BEGIN Record set
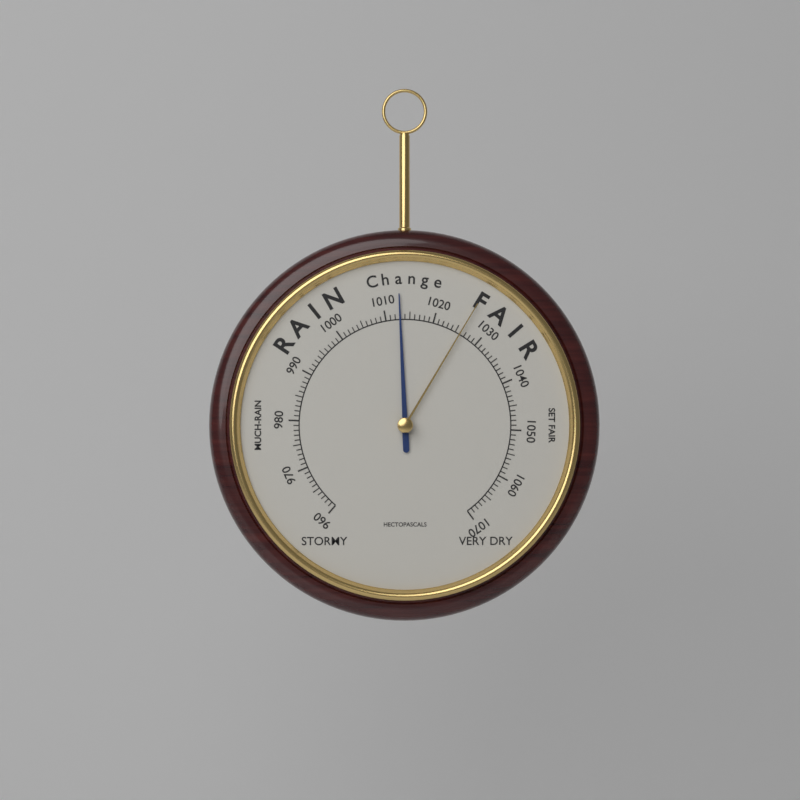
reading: 1013 hPa
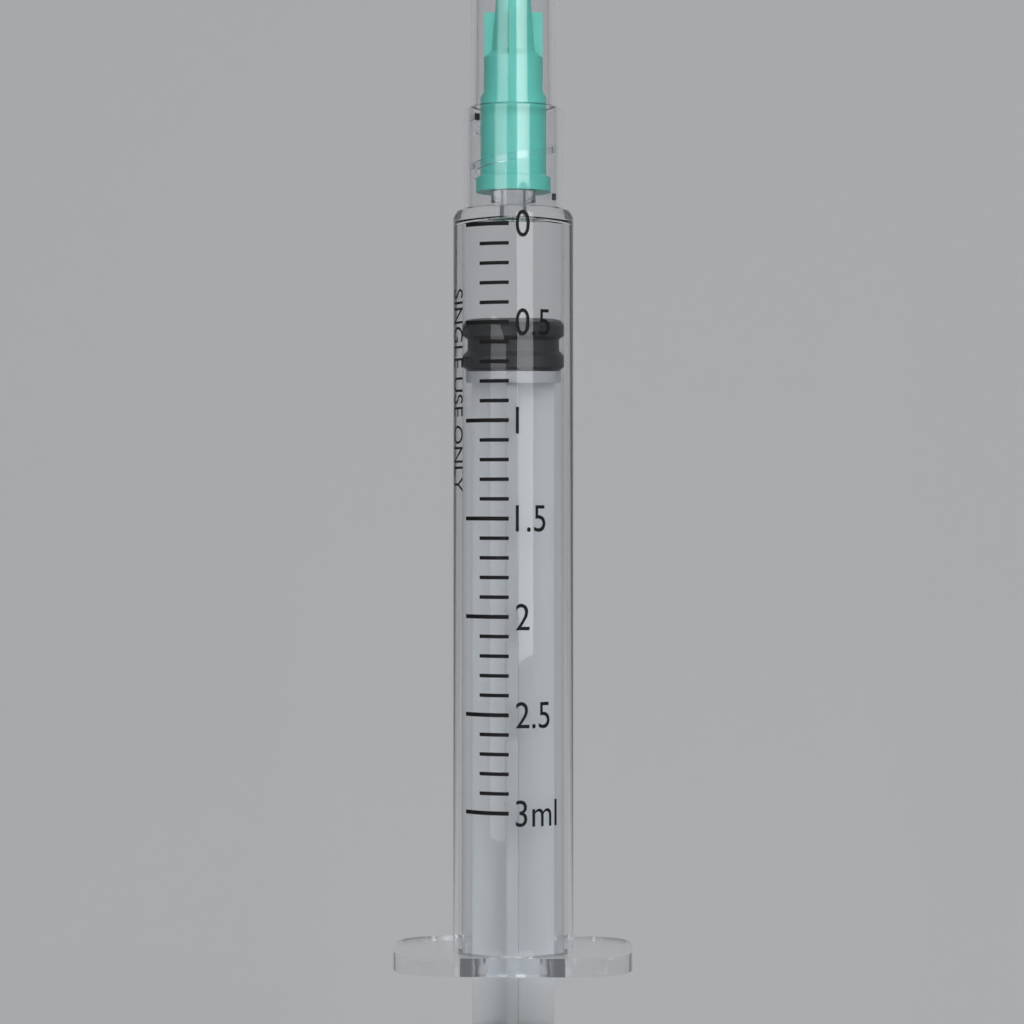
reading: 0.5 ml
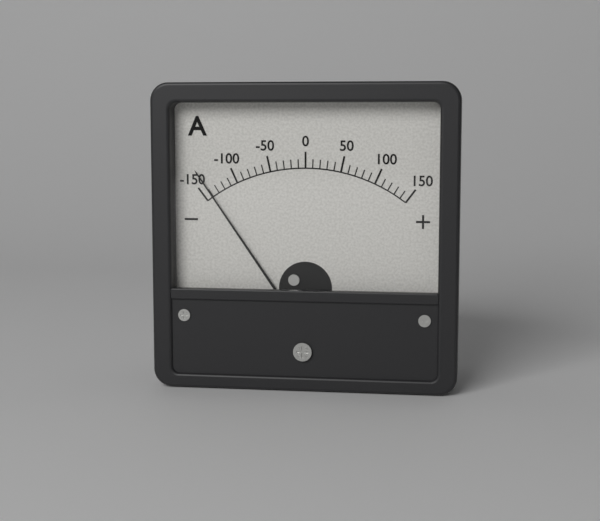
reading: -140 A
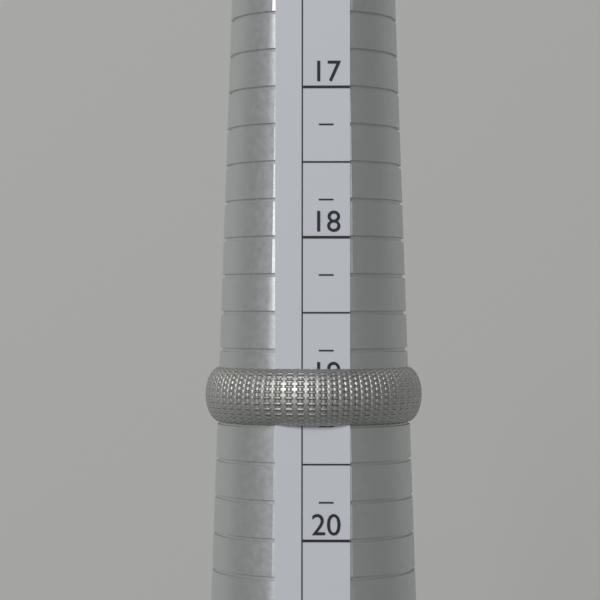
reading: 19.25 (no unit)
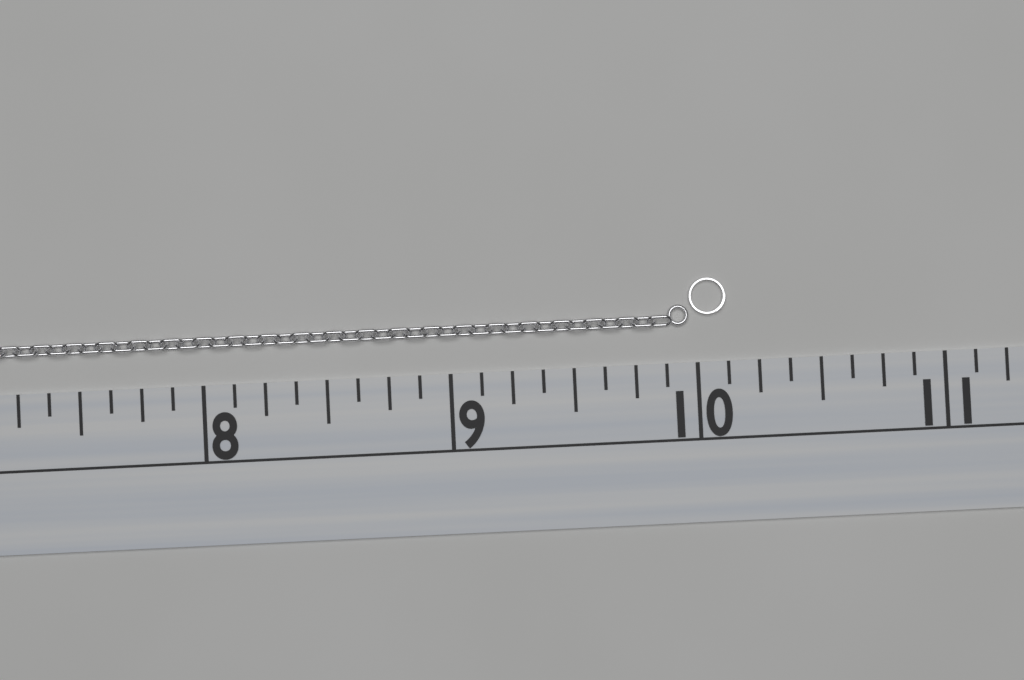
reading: 10.125 (no unit)
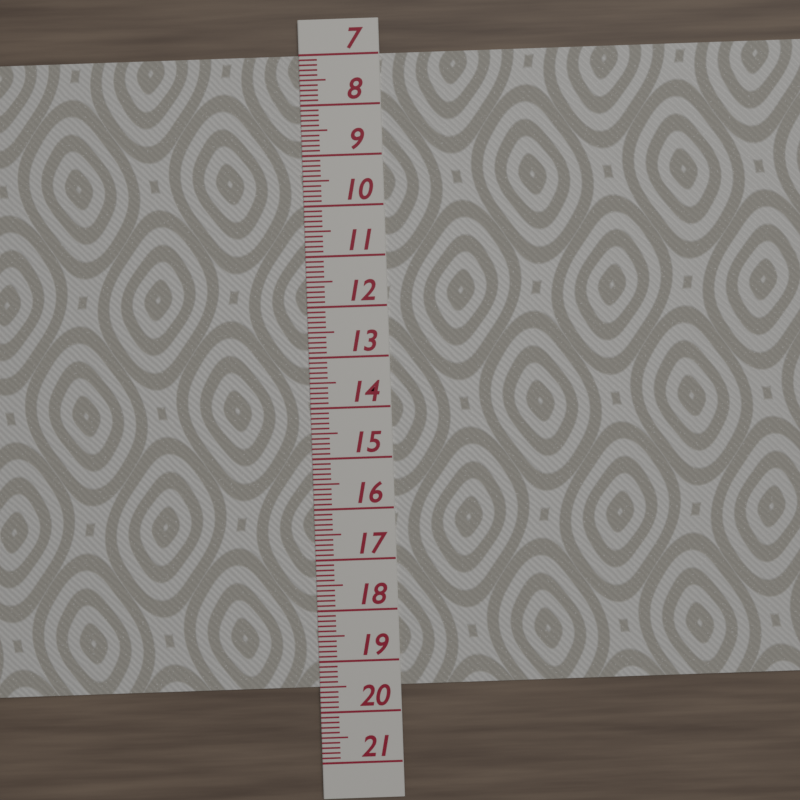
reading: 19.5 (no unit)
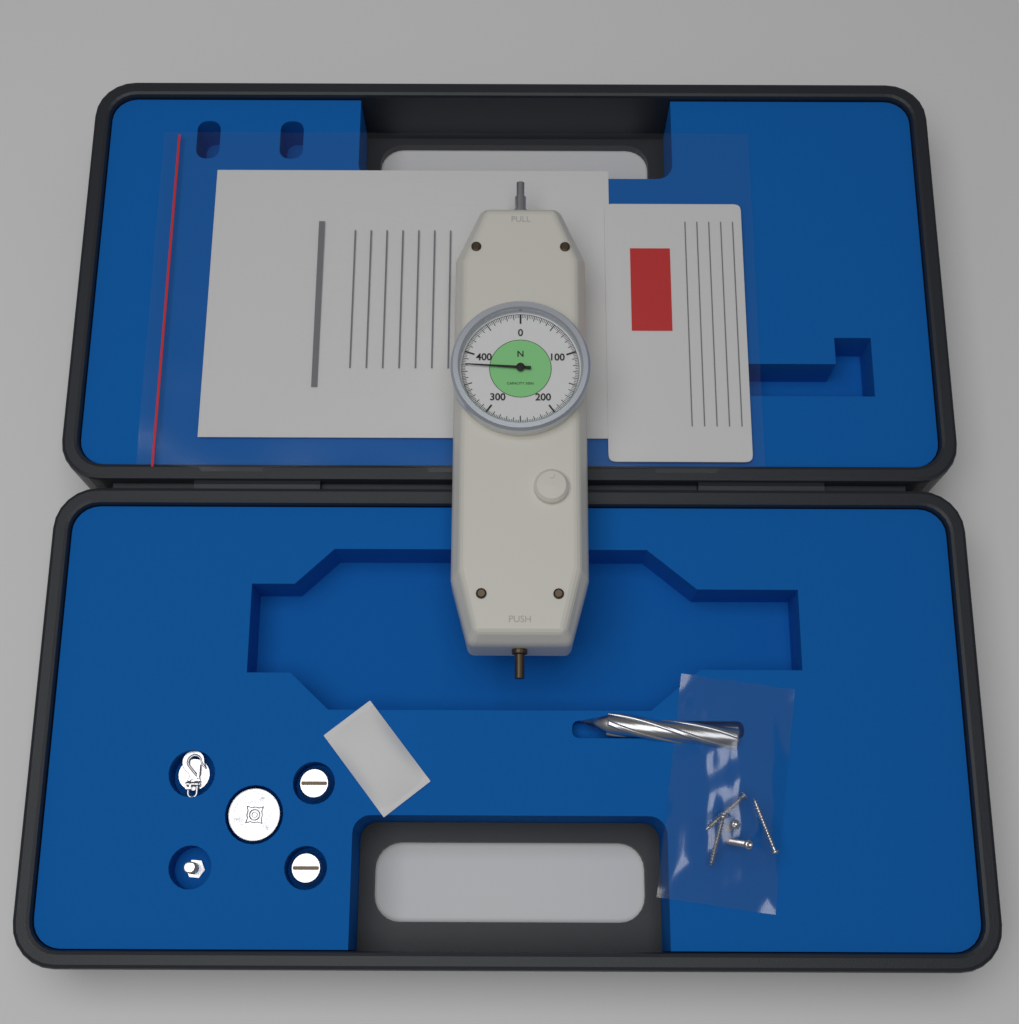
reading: 380.0 N
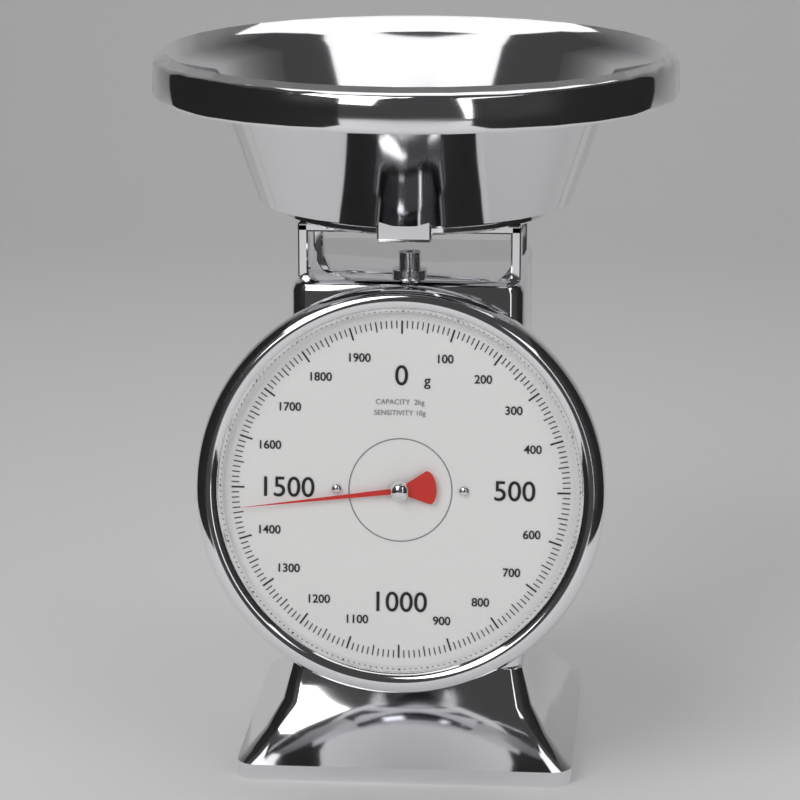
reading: 1460 g
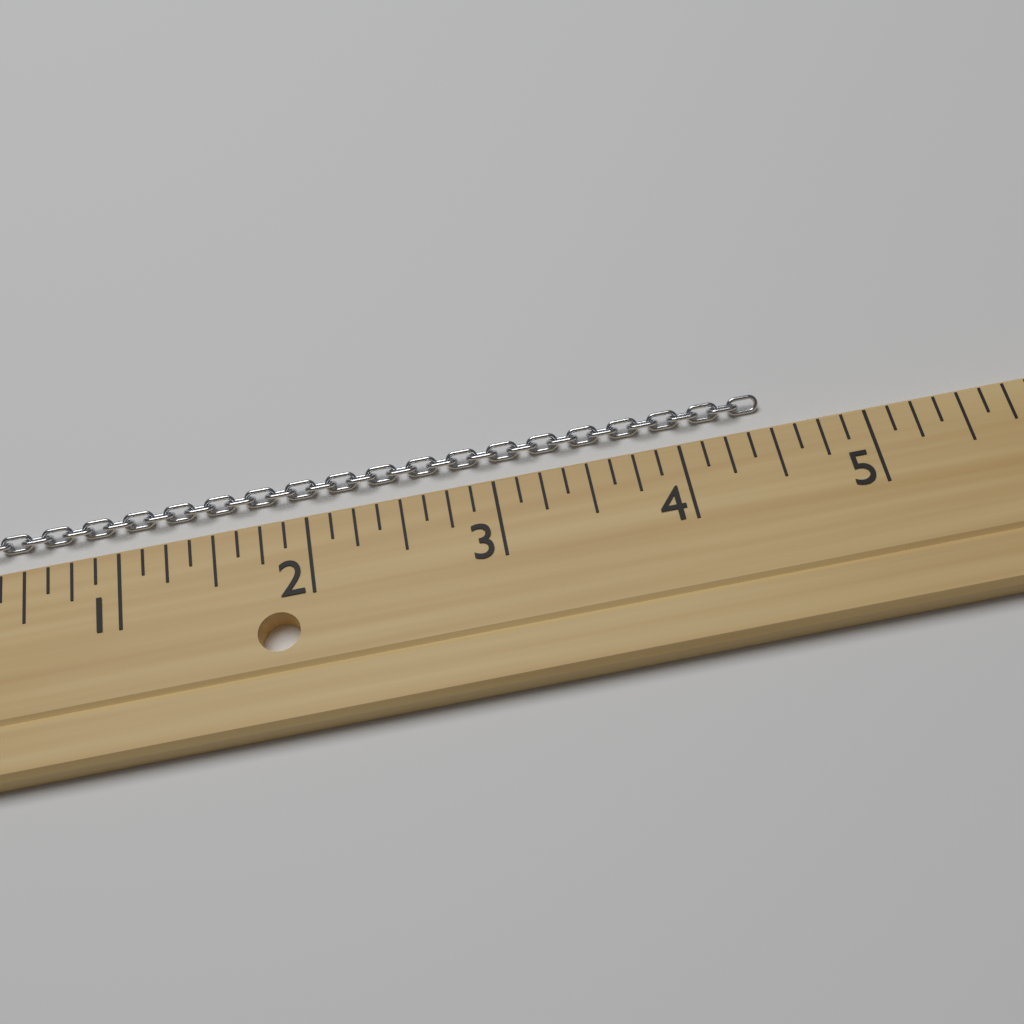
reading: 4.500 (no unit)
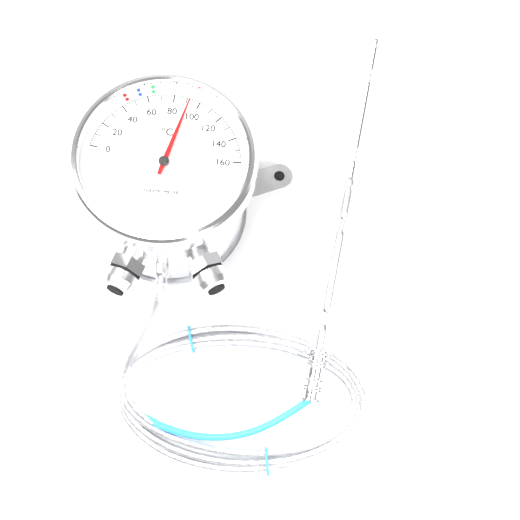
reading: 92 °C
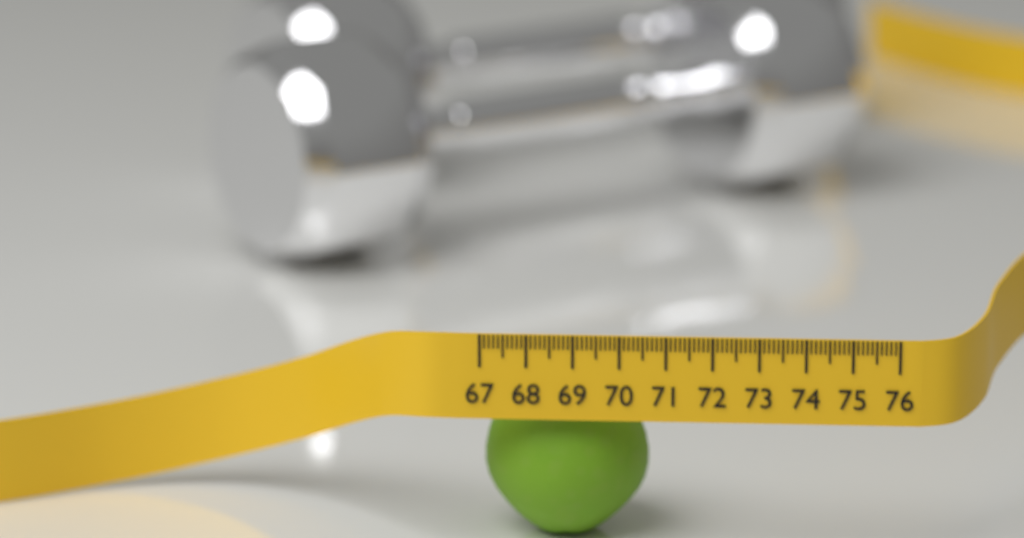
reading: 70.6 (no unit)
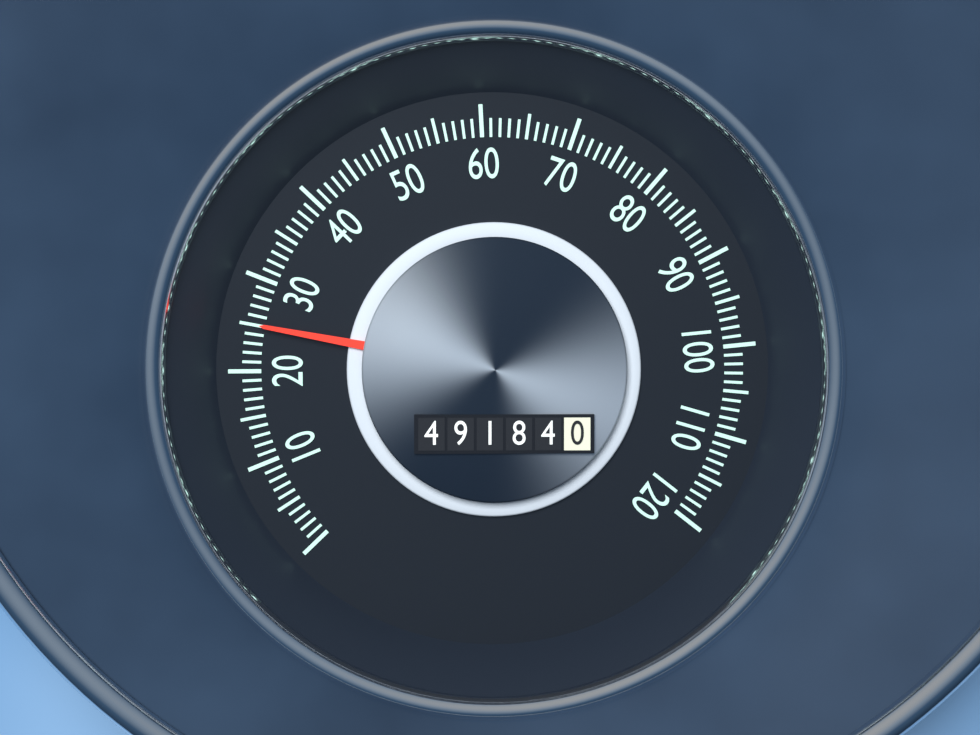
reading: 25 (no unit)
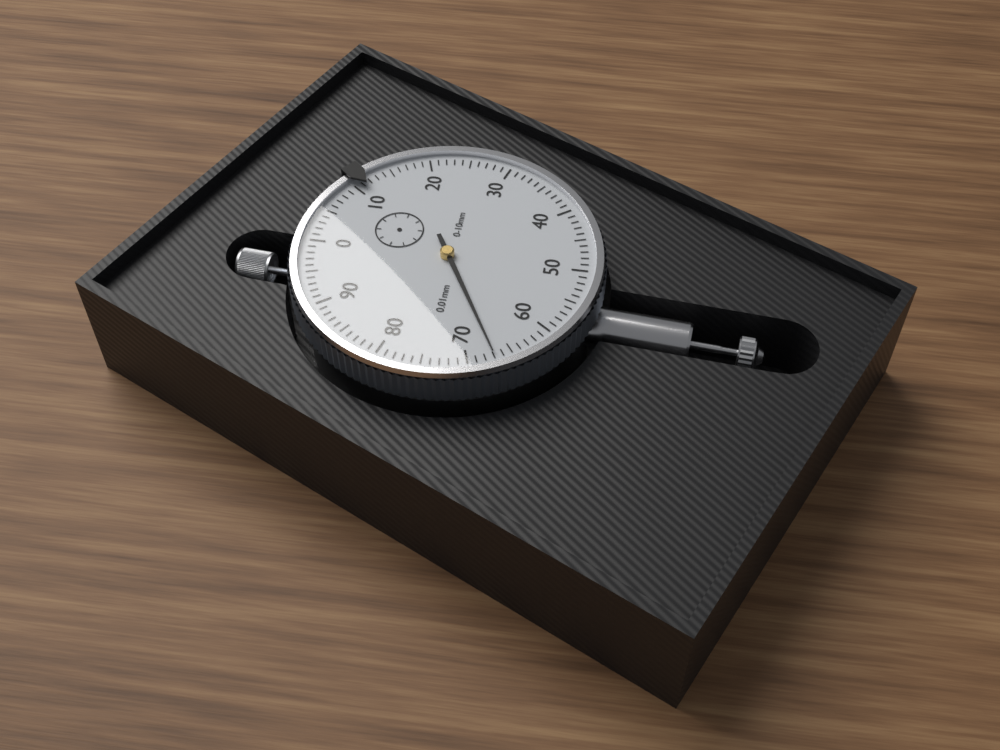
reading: 0.67 mm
END Record set
Required work: When the word "unit" appears in a line of the listing, pull that line out.

Problem solution:
reading: 19.25 (no unit)
reading: 10.125 (no unit)
reading: 19.5 (no unit)
reading: 4.500 (no unit)
reading: 70.6 (no unit)
reading: 25 (no unit)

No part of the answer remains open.